May contain mild spoilers but I’m not going to tell you the ending.
I was excited to find this book, quite by chance, in the charity shop at the end of my road. I have a lot of time for Margaret Atwood’s dystopian fictions. Her MadAddam Trilogy is one of my favourite books ever. So I dived right into The Heart Goes Last like a child diving into a pool on a hot summer day, without a care in the world.
I was not disappointed, much. The story on paper seems implausible. We would never volunteer to live in a locked community, to spend half our lives in comfortable prisons, to be subject to constant surveillance. Right? Right???
Stan and Charmaine, the married couple and main characters, choose security over freedom. In a nightmare America where recession and offshore finance have reduced most of the cities to the status of post-bankruptcy Detroit, they’re sick of living in their car, fearing for their lives. So the Consilience project seems like a great place to live. But of course, in this nightmare of capitalism gone even wronger than it is now, the creepy 50’s faux-utopia hides ravenous fangs and managerially mandated nightmares. Under the pressure of this bizarre facade, Stan and Charmaine start to crack. Sexual obsession and death tangle them up in convoluted plots and their lives devolve into surreal nightmares of sexbots, brain surgery, Elvis impersonators and undercover agents.
There were moments of this book that made me gasp. Atwood really delves into how humans can do awful things under pressure. Think of the Milgram experiment, or Zimbardo’s prison. Charmaine, a character who would be trite or even irritating without the precisely measured hints to her traumatic past, is an ideal subject for this nexus of control. A sweet woman who genuinely cares about home furnishings, we see how she deludes herself into warping her sense of morality and even reality, in order to carry on living in material comfort and not rock the boat. Being nice, appearing sweet, are weapons of survival that she has learned to wield with great skill. But then again, she might just be being sensible, because people who rock the boat in Consilience tend to disappear.
This book is written from alternating perspectives of Stan and Charmaine, so we see how each of them see each other, how they see themselves, and the contrast. Deliberately written as an ‘everyman’ type of couple, sometimes the simple language of their thoughts can feel like the writer is patronising her own characters. The common man drinks too much beer, likes trimming the hedge, and is pretty damn homophobic. He lusts after women and wishes his wife would give him more sex. The common woman is sexually withholding, finds importance in nail varnish and throw pillows, is somewhat sentimental but tries her best to pamper her husband and keep his spirits up. They are both passive victims of events, rarely making a decision themselves but caught in the webs of machinations of people who do have power. This is a pawn’s eye view of some complicated chess, and at times it left me feeling queasy. Society is conditioning people into this kind of toxic sleepwalking, and come collapse, what will we do? It’s enough to turn you into a prepper, because civilisations do have a nasty habit of collapsing.
In some ways, this is a twisted love story of betrayal, redemption, kidnap and neurological interventions. In other ways, it is a slapstick romp through a dystopia whose echoes we can already feel pooling in the present. Mega-corporations, government collusion, outsourcing of jobs and off-shoring of capital, are the bad guys in fiction as in real life. Atwood just draws the results of their predation to creative conclusions which are nonetheless still obviously moulded from the clay of our present world.
This is a book full of ideas, some of which could be books in themselves. It started life as a serial, which might explain the slightly uneven pacing. There is fun to be had here, and some thrilling thought experiments, but by the end I was left wondering why. Of course as a writer it’s great fun to treat your characters like a cruel child torturing ants, but there should be some kind of payoff. And in this case, the ending made me angry, and actually detracted from the excellence that was shown elsewhere in the book. It was an unexpected crash-landing into neurotically mawkish cliche and I do not need that in my life.
The Verdict: 3.5/5
A dystopian romp with some great ideas, delicious in parts but slightly undercooked.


### WHAT TO WORK ON:
Write all entries out exactly, images excluded.

(Records from a collection)
★ ★ ★ ★ ★
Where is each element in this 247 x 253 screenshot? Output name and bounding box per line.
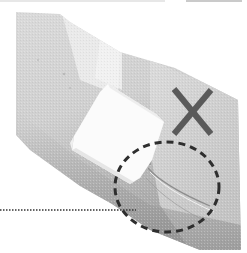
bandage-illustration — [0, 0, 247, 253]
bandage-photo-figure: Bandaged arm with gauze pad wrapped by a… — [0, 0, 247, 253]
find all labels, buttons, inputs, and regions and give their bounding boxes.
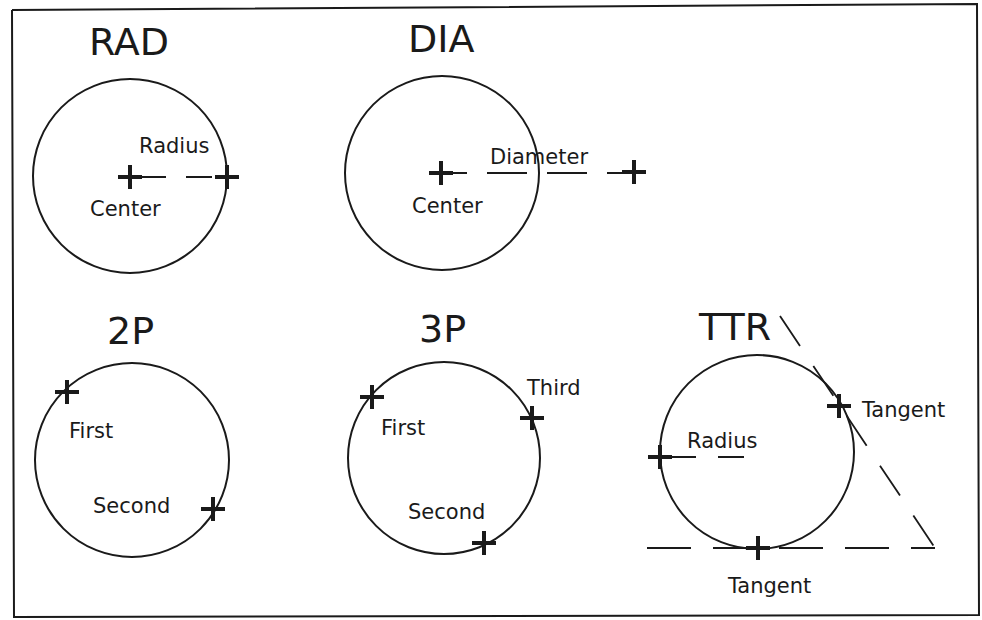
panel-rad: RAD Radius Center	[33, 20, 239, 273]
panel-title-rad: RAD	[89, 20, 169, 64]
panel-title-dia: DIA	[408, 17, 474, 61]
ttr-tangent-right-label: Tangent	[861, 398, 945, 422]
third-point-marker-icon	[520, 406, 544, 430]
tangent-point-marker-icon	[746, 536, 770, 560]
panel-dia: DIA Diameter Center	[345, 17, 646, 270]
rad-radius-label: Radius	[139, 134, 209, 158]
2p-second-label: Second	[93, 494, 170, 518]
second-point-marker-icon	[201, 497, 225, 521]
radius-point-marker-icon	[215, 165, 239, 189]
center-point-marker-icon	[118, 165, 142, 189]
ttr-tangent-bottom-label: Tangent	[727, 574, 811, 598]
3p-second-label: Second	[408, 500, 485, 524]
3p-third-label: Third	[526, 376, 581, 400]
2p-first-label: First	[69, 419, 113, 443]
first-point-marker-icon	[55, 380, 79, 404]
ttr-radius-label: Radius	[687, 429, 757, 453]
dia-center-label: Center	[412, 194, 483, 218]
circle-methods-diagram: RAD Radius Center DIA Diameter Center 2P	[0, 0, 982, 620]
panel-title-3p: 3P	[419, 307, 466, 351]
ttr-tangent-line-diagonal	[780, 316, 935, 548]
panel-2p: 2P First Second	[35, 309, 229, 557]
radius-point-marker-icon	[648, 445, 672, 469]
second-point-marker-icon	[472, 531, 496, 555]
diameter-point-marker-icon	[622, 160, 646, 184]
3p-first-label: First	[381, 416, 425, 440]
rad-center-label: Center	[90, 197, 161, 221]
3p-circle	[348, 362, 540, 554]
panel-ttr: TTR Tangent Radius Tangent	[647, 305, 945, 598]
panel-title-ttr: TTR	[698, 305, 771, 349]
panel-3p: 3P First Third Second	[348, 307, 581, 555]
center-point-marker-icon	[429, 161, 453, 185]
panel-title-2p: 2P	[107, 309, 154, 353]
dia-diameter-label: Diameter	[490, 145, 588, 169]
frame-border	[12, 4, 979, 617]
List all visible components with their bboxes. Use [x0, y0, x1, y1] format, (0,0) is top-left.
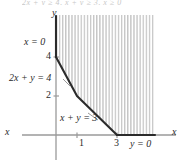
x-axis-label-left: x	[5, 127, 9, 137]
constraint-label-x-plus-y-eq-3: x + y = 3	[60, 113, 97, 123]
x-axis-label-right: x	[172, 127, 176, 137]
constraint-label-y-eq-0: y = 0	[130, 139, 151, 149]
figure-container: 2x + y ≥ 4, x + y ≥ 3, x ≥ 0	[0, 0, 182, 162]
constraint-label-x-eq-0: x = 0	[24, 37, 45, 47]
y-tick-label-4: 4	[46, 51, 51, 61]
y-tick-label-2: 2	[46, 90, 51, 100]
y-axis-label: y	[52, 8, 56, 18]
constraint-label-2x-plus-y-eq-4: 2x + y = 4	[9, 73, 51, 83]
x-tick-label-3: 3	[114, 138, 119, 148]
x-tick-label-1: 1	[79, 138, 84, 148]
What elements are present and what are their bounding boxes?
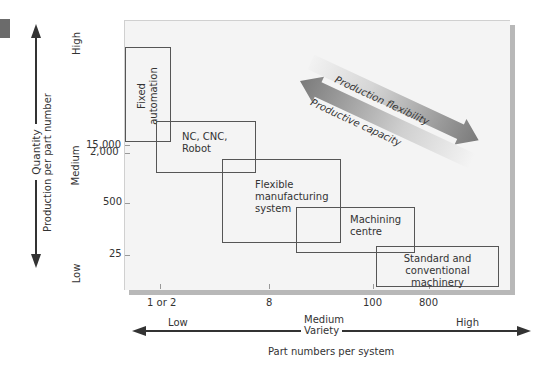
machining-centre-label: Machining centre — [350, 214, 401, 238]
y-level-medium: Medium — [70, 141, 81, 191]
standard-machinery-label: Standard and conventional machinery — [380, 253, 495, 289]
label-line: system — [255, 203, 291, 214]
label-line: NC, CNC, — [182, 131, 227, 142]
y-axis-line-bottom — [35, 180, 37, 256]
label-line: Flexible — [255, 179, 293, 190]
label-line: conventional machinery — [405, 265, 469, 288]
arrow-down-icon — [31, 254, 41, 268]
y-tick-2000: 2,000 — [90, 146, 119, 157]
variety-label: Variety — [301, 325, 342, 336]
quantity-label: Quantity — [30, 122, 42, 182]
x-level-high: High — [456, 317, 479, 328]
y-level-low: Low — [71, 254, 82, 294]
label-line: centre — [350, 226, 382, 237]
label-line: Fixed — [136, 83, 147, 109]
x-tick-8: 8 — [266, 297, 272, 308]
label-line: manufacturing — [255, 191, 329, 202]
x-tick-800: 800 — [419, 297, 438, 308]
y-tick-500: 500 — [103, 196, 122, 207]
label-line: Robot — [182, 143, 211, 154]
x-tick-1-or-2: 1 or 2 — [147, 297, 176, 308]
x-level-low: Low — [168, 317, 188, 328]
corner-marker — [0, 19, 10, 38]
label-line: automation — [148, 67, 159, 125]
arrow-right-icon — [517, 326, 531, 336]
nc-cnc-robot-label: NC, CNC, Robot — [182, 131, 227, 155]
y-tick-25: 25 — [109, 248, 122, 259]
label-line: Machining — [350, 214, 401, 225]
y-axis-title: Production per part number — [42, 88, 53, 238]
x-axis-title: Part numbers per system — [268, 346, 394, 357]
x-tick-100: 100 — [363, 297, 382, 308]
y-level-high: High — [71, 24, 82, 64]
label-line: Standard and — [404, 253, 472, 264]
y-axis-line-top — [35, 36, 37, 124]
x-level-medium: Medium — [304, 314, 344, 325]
★ ★ ★ ★ ★
### EXERCISE RESPONSE:
Where is each element in this 247 x 253 screenshot? Output name and bounding box per line.
bandage-illustration — [0, 0, 247, 253]
bandage-photo-figure: Bandaged arm with gauze pad wrapped by a… — [0, 0, 247, 253]
find all labels, buttons, inputs, and regions and give their bounding boxes.
panel-rad: RAD Radius Center	[33, 20, 239, 273]
panel-title-rad: RAD	[89, 20, 169, 64]
panel-title-dia: DIA	[408, 17, 474, 61]
ttr-tangent-right-label: Tangent	[861, 398, 945, 422]
third-point-marker-icon	[520, 406, 544, 430]
tangent-point-marker-icon	[746, 536, 770, 560]
panel-dia: DIA Diameter Center	[345, 17, 646, 270]
rad-radius-label: Radius	[139, 134, 209, 158]
2p-second-label: Second	[93, 494, 170, 518]
second-point-marker-icon	[201, 497, 225, 521]
radius-point-marker-icon	[215, 165, 239, 189]
center-point-marker-icon	[118, 165, 142, 189]
ttr-tangent-bottom-label: Tangent	[727, 574, 811, 598]
3p-second-label: Second	[408, 500, 485, 524]
3p-third-label: Third	[526, 376, 581, 400]
2p-first-label: First	[69, 419, 113, 443]
first-point-marker-icon	[55, 380, 79, 404]
ttr-radius-label: Radius	[687, 429, 757, 453]
dia-center-label: Center	[412, 194, 483, 218]
circle-methods-diagram: RAD Radius Center DIA Diameter Center 2P	[0, 0, 982, 620]
panel-title-3p: 3P	[419, 307, 466, 351]
ttr-tangent-line-diagonal	[780, 316, 935, 548]
panel-2p: 2P First Second	[35, 309, 229, 557]
radius-point-marker-icon	[648, 445, 672, 469]
second-point-marker-icon	[472, 531, 496, 555]
diameter-point-marker-icon	[622, 160, 646, 184]
3p-first-label: First	[381, 416, 425, 440]
rad-center-label: Center	[90, 197, 161, 221]
3p-circle	[348, 362, 540, 554]
panel-ttr: TTR Tangent Radius Tangent	[647, 305, 945, 598]
panel-title-ttr: TTR	[698, 305, 771, 349]
panel-3p: 3P First Third Second	[348, 307, 581, 555]
center-point-marker-icon	[429, 161, 453, 185]
panel-title-2p: 2P	[107, 309, 154, 353]
dia-diameter-label: Diameter	[490, 145, 588, 169]
frame-border	[12, 4, 979, 617]
List all visible components with their bboxes. Use [x0, y0, x1, y1] format, (0,0) is top-left.
x-axis-label-left: x	[5, 127, 9, 137]
constraint-label-x-plus-y-eq-3: x + y = 3	[60, 113, 97, 123]
x-axis-label-right: x	[172, 127, 176, 137]
constraint-label-y-eq-0: y = 0	[130, 139, 151, 149]
figure-container: 2x + y ≥ 4, x + y ≥ 3, x ≥ 0	[0, 0, 182, 162]
constraint-label-x-eq-0: x = 0	[24, 37, 45, 47]
y-tick-label-4: 4	[46, 51, 51, 61]
y-tick-label-2: 2	[46, 90, 51, 100]
y-axis-label: y	[52, 8, 56, 18]
constraint-label-2x-plus-y-eq-4: 2x + y = 4	[9, 73, 51, 83]
x-tick-label-3: 3	[114, 138, 119, 148]
x-tick-label-1: 1	[79, 138, 84, 148]
What elements are present and what are their bounding boxes?
machining-centre-label: Machining centre — [350, 214, 401, 238]
y-level-medium: Medium — [70, 141, 81, 191]
standard-machinery-label: Standard and conventional machinery — [380, 253, 495, 289]
label-line: system — [255, 203, 291, 214]
label-line: NC, CNC, — [182, 131, 227, 142]
y-axis-line-bottom — [35, 180, 37, 256]
label-line: Flexible — [255, 179, 293, 190]
label-line: conventional machinery — [405, 265, 469, 288]
arrow-down-icon — [31, 254, 41, 268]
y-tick-2000: 2,000 — [90, 146, 119, 157]
variety-label: Variety — [301, 325, 342, 336]
quantity-label: Quantity — [30, 122, 42, 182]
x-level-high: High — [456, 317, 479, 328]
y-level-low: Low — [71, 254, 82, 294]
label-line: centre — [350, 226, 382, 237]
label-line: Fixed — [136, 83, 147, 109]
x-tick-8: 8 — [266, 297, 272, 308]
label-line: manufacturing — [255, 191, 329, 202]
x-tick-800: 800 — [419, 297, 438, 308]
y-tick-500: 500 — [103, 196, 122, 207]
label-line: Robot — [182, 143, 211, 154]
x-tick-1-or-2: 1 or 2 — [147, 297, 176, 308]
x-level-low: Low — [168, 317, 188, 328]
corner-marker — [0, 19, 10, 38]
label-line: automation — [148, 67, 159, 125]
arrow-right-icon — [517, 326, 531, 336]
nc-cnc-robot-label: NC, CNC, Robot — [182, 131, 227, 155]
y-tick-25: 25 — [109, 248, 122, 259]
label-line: Machining — [350, 214, 401, 225]
y-axis-title: Production per part number — [42, 88, 53, 238]
x-axis-title: Part numbers per system — [268, 346, 394, 357]
x-tick-100: 100 — [363, 297, 382, 308]
y-level-high: High — [71, 24, 82, 64]
label-line: Standard and — [404, 253, 472, 264]
y-axis-line-top — [35, 36, 37, 124]
x-level-medium: Medium — [304, 314, 344, 325]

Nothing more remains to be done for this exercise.